Henrik took the pike and put it in a bucket of water. He didn’t look at his wife.
It was hard to see the two of them together. There was nothing unexpected about finding a man like Henrik on Blackåsen, but Maija could imagine Lisbet younger, dancing in a frilly dress, chatting. She must have been beautiful, and at some point Henrik must have doubted his luck. Now his wife was marked. Not by one of the obvious diseases, Maija thought. Crayfish, perhaps. Crayfish was like hatred. It ate away at a person from the inside, and nothing was seen until they crumbled.
“I am sorry,” Maija said.
Lisbet shook her head.
“Where are you from?” Maija asked.
“We’ve been here so long now,” Henrik said. “This is home.”
“Twenty years,” Lisbet said. “We were among the
first to arrive.”
She sounded proud. Maija thought about the cluttered yard. To think that people could live somewhere for such a long time without getting better organized. But Lisbet was sick. Not so easy to manage, then.
“What about the others?” Maija asked.
Henrik raised his brows to her.
“It’s just interesting,” Maija said. “All of you from such different backgrounds.”

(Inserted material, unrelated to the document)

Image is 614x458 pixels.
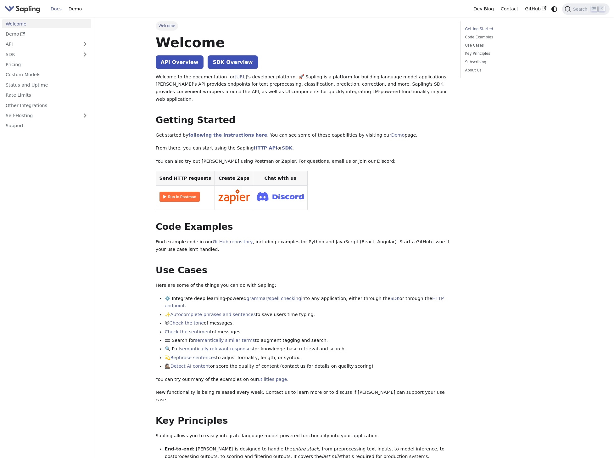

Lisbet counted on her fingers. “Daniel and Eriksson were born here,” she said. “Nils and Kristina arrived some years ago from Stockholm.” She smiled and small dimples appeared by her nose, a reminder of the beauty she’d once had. “They had so much luggage, you wouldn’t have believed it.”
“Why would they come here?”
Lisbet shrugged. She didn’t seem to find it strange.
“And Gustav? He was in the army?” Maija asked.
“Gustav doesn’t get involved with the rest of us,” Henrik said. “He keeps to himself.”
“Oh, I heard Eriksson saying he was a soldier—he would have known,” Lisbet said.
“What was he like—Eriksson?” Maija asked.
Lisbet giggled. “Unafraid. He knew Blackåsen inside out, and he made living here seem so easy. He was gallant, pleasant …” She interrupted herself and looked to her husband. “I don’t want to be left alone,” she said, remembering her earlier grievance. “People disappear here.”
“Nils told us,” Maija said.
Lisbet was still looking at her husband. “And now she’s killed Eriksson too.”
“She?” Maija shook her head.
Lisbet’s eyes fixed on Maija. “Elin,” she said.
“His wife … why?”
“She’s a sorceress.”
“She was under investigation for sorcery a long time ago, but she was declared innocent,” Henrik said, correcting his wife.
But the trials had all stopped. Oh what was wrong with people? Maija was glad she hadn’t told anyone about the seeds she had found on Eriksson’s clothes. Everyone used herbs for medical purposes, but some people were quick to point out that sages had faculties beyond the simple restoration of health.